Cult of the Machine

The “Cult of the Machine” at San Francisco’s DeYoung Museum spotlighted American artists’ fascination with the industrial boom roughly between the World Wars, when machines equaled progress and the future and, therefore, became a new vocabulary for the decorative and visual arts. I was hooked immediately by Morton Livingston Schamberg’s nonsense machines, precisely drawn and vividly colored, almost living objects that recalled some of Marcel Duchamp’s fantasies. Theodore Roszak did the same in sculpture, and the early section was capped by two works from the wondrous Gerald Murphy, reason enough in themselves to see the show.

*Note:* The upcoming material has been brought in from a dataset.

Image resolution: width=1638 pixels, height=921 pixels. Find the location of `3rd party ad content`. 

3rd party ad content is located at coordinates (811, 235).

Next came industrial landscapes, and I was struck by the realization that every museum of American art must have a Charles Sheeler to be complete. He is the Precisionist par excellence, and, more than anyone, stands for this era, with works that bridge Surrealism and Photorealism. The absence of human presence makes the chimney, the silo, the empty room come alive; his composition is clean, his line is pure, his colors bold and his light, in the best works, is brilliant. The interplay with his own photography is a bonus. Ralston Crawford is a poor-man’s Sheeler, but his Overseas Highway, from a private collection, was a standout; and Edmund Lewandowski, the third of this trio, also showed well.

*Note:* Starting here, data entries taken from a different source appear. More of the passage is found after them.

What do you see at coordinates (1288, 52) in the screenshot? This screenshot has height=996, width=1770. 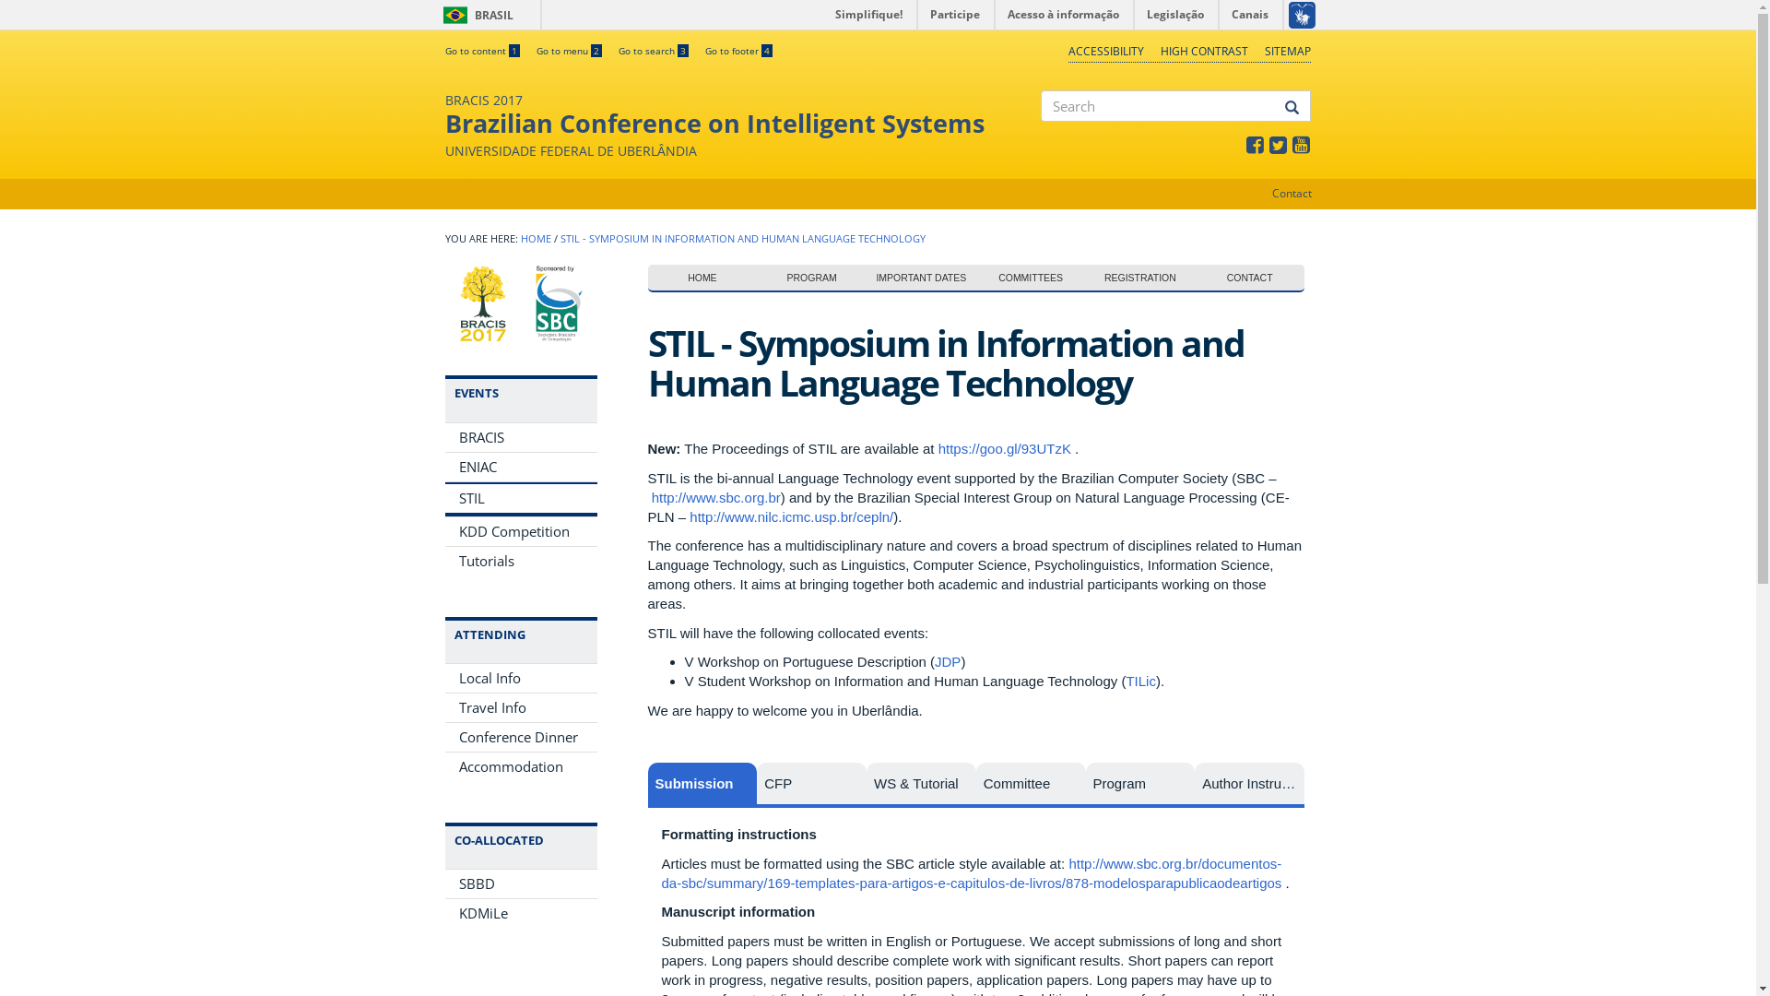 I see `SITEMAP` at bounding box center [1288, 52]. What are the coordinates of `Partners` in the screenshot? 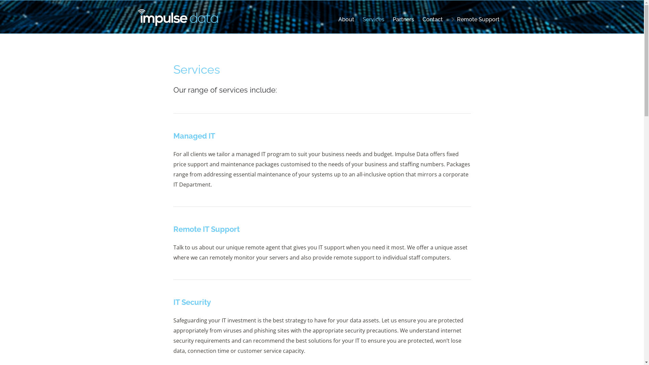 It's located at (404, 20).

It was fun, as always, to see two friends from Mia – Georgia O’Keeffe’s City Lights and Paul Frankl’s Skyscraper bookcase – plus a few works from the Myron Kunin Collection. The show petered out in its later galleries – does Reginald Marsh really fit here? – and it seemed to undercut its own point when it finished with a room of barns, painted by the same artists. Where did the machines go?